1) Some simple questions to introduce FreeBSD to our readers. What is FreeBSD?

FreeBSD is an advanced operating system for x86 compatible, amd64 compatible, ARM, IA-64, PowerPC, PC-98 and UltraSPARC® architectures. It is derived from BSD, the version of UNIX® developed at the University of California, Berkeley. It is developed and maintained by a large team of individuals. Additional platforms are in various stages of development.

2) Can you tell us something about its history?

FreeBSD is one of the oldest and most successful open source projects, with revision control history going back over 25 years through various releases of the Computer Science Research Group at UC Berkeley, through the genesis in 1993 of the modern FreeBSD Project, the integration of the last 4.4 BSD release from Berkeley, and then the last 15 years of modern Unix development to support some of the largest servers on the Internet and some of the most widely deployed embedded network devices.

3) Is the FreeBSD Development sponsored from anyone? How can we contribute to help you?

FreeBSD Development is in part sponsored by the thousands of FreeBSD using businesses around the world that contribute developer time and submit patches. Some of the most significant in recent years have been Yahoo!, Apple, Juniper, and dozens more listed on the FreeBSD website. http://www.freebsd.org/about.html

4) How many developers are involved in the development of FreeBSD? How do you organize your works and tasks?

We currently have 225 people with write access to the src/ section of our main revision control repository, however we also have a supplemental repository in Perforce for development work which has hundreds of additional contributors. There are also of course many thousands of contributors at companies, universities, and other institutions all over the world that work on FreeBSD as part of their business, research, or hobby. Most of those developers submit patches through other developers which have write access to the repository or they submit patches through our bugs database.

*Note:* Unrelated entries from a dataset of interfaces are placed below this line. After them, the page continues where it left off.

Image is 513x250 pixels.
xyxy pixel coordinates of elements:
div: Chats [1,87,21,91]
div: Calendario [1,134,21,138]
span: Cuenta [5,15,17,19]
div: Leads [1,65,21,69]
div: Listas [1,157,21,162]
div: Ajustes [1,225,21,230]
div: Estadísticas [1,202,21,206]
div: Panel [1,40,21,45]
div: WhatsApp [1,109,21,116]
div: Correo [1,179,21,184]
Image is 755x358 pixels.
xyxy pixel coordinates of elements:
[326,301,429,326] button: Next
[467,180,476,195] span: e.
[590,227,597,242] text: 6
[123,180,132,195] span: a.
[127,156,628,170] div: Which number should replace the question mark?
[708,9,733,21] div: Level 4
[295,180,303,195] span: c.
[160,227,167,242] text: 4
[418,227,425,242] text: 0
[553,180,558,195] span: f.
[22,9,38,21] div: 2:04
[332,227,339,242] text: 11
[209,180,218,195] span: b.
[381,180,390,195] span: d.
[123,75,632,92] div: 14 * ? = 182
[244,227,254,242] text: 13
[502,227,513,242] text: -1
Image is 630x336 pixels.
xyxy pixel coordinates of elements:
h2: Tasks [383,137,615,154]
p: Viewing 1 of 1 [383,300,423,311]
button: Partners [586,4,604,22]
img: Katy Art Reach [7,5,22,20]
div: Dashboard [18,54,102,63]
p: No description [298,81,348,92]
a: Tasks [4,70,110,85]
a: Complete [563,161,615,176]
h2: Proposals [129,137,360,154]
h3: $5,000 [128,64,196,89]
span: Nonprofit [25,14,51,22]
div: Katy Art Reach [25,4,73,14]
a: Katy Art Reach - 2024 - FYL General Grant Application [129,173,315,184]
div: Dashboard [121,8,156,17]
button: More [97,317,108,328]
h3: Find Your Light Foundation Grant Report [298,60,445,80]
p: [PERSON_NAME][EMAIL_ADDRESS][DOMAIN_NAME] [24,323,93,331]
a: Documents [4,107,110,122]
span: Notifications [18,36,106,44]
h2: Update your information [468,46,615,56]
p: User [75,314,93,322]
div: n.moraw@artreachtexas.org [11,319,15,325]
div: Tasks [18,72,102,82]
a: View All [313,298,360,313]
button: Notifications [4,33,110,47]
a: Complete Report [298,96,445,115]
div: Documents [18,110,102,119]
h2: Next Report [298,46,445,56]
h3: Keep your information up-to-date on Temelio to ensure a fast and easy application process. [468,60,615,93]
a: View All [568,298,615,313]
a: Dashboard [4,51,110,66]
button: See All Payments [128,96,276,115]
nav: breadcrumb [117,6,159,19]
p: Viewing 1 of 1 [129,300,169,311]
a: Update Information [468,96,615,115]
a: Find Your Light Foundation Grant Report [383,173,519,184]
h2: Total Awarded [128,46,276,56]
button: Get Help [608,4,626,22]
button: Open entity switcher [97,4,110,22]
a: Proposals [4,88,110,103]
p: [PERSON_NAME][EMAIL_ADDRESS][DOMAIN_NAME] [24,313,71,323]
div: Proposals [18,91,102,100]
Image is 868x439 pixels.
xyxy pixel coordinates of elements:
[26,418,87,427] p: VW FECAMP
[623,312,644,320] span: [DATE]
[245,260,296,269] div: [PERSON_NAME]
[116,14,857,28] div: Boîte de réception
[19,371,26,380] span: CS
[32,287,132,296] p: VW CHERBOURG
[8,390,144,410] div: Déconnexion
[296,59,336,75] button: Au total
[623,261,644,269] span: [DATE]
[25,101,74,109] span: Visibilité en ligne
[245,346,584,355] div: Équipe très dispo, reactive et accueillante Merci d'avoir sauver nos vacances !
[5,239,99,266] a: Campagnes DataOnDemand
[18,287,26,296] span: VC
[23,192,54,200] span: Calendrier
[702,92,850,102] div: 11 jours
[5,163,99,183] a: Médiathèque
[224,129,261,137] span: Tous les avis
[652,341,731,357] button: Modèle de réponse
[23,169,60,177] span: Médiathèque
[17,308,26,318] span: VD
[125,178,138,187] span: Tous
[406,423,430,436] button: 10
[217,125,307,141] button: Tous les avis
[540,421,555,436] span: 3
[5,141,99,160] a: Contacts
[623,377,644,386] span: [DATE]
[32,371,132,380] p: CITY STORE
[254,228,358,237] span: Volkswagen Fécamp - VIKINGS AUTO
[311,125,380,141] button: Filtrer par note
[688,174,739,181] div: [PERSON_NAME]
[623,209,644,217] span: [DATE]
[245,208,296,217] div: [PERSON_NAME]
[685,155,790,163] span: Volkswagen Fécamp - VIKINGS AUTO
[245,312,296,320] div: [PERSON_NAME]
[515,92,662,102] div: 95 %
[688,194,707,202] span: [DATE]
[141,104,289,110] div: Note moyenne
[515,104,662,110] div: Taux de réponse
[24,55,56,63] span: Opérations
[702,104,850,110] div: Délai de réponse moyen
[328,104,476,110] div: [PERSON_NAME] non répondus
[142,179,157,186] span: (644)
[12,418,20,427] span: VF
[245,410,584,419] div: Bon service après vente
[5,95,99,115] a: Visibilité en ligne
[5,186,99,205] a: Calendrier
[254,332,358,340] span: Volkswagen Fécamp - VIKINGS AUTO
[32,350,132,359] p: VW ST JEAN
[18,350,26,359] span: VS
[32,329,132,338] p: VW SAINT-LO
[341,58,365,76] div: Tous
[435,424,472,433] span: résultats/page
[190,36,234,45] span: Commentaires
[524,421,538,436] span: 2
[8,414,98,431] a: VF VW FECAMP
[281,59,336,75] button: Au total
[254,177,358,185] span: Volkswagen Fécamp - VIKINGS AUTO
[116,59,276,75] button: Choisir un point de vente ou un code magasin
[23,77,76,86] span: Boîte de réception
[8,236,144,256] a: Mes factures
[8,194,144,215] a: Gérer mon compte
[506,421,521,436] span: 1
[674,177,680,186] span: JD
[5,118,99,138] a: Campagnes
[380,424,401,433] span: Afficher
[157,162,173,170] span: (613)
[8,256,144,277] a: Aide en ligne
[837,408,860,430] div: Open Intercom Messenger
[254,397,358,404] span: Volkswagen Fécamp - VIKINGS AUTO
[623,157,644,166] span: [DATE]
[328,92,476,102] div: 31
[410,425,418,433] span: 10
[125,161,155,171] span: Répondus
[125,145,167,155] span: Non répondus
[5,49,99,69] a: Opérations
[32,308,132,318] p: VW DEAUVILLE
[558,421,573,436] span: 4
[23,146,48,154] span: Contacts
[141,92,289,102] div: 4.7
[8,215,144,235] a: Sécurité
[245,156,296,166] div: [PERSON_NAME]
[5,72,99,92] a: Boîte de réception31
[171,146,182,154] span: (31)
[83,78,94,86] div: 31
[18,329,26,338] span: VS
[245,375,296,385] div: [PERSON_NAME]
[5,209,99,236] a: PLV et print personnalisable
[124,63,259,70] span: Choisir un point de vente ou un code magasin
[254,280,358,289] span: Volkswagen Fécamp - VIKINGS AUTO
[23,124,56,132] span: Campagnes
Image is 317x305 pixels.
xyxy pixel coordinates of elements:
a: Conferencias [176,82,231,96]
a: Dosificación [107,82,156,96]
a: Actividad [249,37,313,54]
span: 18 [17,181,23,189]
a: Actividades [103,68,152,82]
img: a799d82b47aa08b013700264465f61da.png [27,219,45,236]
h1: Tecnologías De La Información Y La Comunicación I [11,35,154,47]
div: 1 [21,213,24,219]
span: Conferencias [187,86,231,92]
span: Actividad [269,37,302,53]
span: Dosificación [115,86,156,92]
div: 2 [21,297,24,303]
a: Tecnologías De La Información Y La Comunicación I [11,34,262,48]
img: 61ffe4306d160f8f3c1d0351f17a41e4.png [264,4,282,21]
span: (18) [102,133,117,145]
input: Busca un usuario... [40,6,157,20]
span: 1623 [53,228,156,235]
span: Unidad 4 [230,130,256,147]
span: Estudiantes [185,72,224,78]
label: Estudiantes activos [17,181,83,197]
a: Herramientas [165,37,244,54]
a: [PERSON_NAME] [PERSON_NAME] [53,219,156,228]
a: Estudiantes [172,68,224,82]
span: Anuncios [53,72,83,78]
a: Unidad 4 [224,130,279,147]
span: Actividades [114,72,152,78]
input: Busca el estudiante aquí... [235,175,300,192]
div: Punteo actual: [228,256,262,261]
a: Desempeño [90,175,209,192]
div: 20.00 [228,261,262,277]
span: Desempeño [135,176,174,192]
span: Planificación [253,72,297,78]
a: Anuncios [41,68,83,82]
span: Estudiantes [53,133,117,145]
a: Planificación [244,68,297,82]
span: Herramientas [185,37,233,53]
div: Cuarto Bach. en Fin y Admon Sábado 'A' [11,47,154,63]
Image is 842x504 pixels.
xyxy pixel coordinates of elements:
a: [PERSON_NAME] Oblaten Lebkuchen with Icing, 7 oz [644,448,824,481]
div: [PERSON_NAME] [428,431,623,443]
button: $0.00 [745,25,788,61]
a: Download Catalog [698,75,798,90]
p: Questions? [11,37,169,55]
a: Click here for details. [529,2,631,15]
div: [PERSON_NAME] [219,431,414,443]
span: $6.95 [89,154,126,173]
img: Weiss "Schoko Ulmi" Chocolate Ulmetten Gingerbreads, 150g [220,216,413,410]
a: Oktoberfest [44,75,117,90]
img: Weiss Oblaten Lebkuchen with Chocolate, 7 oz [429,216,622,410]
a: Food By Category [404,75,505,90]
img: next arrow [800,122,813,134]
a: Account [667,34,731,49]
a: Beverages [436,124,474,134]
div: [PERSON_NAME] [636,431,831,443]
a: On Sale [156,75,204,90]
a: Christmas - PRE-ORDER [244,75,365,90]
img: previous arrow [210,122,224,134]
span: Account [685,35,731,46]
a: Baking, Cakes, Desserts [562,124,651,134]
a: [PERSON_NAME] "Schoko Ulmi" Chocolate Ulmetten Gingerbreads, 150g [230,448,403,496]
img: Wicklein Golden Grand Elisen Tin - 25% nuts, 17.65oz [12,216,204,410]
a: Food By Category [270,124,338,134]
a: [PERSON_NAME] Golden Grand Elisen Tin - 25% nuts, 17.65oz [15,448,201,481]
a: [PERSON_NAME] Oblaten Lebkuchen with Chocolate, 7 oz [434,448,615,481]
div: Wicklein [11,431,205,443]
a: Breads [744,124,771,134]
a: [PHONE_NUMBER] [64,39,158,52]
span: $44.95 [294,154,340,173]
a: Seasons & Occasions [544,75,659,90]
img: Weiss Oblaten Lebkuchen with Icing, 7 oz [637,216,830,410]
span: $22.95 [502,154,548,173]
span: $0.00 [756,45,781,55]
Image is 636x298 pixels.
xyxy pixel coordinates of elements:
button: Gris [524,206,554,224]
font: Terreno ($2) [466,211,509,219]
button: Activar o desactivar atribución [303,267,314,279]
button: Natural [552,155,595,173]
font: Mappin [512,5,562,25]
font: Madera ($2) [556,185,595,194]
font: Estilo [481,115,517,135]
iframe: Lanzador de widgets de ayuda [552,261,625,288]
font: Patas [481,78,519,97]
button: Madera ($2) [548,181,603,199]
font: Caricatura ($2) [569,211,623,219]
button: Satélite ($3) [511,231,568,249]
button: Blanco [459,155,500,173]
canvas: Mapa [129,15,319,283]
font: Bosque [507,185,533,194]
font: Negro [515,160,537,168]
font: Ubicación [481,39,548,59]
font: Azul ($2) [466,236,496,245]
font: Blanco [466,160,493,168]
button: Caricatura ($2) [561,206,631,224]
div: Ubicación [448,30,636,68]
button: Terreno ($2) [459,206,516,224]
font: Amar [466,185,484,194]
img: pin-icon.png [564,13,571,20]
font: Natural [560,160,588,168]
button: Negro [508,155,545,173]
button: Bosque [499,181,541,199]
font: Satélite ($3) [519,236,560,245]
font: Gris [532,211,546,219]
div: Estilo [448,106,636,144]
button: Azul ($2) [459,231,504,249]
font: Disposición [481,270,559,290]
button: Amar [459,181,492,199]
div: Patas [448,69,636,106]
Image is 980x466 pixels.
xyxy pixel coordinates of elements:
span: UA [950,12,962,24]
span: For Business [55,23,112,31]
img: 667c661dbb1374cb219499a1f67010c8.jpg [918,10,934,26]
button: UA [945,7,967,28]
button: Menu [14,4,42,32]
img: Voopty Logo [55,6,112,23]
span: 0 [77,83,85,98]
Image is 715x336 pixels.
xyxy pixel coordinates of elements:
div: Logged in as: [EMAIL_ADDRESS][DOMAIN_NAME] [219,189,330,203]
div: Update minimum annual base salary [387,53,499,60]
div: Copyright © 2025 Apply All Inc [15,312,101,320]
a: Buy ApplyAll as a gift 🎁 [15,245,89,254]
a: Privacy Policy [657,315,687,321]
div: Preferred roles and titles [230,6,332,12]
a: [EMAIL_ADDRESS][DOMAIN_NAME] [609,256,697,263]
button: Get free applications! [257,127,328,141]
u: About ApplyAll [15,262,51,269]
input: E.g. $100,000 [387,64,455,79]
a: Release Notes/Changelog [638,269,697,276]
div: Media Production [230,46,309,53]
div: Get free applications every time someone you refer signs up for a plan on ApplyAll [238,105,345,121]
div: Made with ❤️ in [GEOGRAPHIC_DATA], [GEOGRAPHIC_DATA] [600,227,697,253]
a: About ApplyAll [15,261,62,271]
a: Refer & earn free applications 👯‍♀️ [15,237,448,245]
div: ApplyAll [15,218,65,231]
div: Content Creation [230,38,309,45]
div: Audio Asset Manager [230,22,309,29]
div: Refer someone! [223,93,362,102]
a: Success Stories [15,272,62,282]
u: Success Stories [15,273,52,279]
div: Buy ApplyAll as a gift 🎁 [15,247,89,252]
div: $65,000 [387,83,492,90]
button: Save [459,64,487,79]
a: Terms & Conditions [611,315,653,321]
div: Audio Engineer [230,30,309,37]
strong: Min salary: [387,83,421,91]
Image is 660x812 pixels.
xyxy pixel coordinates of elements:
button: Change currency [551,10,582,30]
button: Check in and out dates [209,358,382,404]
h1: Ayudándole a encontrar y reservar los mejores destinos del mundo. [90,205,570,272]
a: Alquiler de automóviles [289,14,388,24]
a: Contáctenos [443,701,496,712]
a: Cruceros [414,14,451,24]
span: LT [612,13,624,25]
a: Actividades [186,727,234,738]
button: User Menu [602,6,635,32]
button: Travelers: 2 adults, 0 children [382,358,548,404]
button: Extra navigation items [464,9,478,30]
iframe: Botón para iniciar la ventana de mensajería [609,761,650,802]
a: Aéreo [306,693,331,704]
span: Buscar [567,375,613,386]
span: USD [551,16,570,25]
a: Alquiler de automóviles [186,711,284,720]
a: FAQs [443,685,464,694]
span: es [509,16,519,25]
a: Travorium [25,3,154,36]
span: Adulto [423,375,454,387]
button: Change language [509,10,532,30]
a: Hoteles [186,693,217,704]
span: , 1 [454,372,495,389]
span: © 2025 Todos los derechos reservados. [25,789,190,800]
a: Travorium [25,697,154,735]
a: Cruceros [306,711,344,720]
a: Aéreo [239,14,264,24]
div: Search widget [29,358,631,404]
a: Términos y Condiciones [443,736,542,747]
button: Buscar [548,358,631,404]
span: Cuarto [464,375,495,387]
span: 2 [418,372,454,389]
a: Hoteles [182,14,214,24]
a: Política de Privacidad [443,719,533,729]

As far as documentation goes we have 75 people owning a doc commit bit, which allows them to change the documentation.

For the ports collection there are 168 people

Note that these numbers are constantly changing, and that some people have more than one type of commit bit. Our doc, ports and src repositories are separated for security reasons. Granting a doc, ports or src commit bit is also handled by different entities, doceng@, portmgr@ and core@ respectively.

One aspect of being a more mature open source organization is the growth of entities/committees such as the above to handle all aspects of managing the FreeBSD community. FreeBSD includes a formal mentor period for all new committers, formalized release engineering processes, and an active security officer team. Many of these processes and documents have been picked up by other open source groups, such as the Fedora Project's adoption of the FreeBSD Release Engineering process documentation.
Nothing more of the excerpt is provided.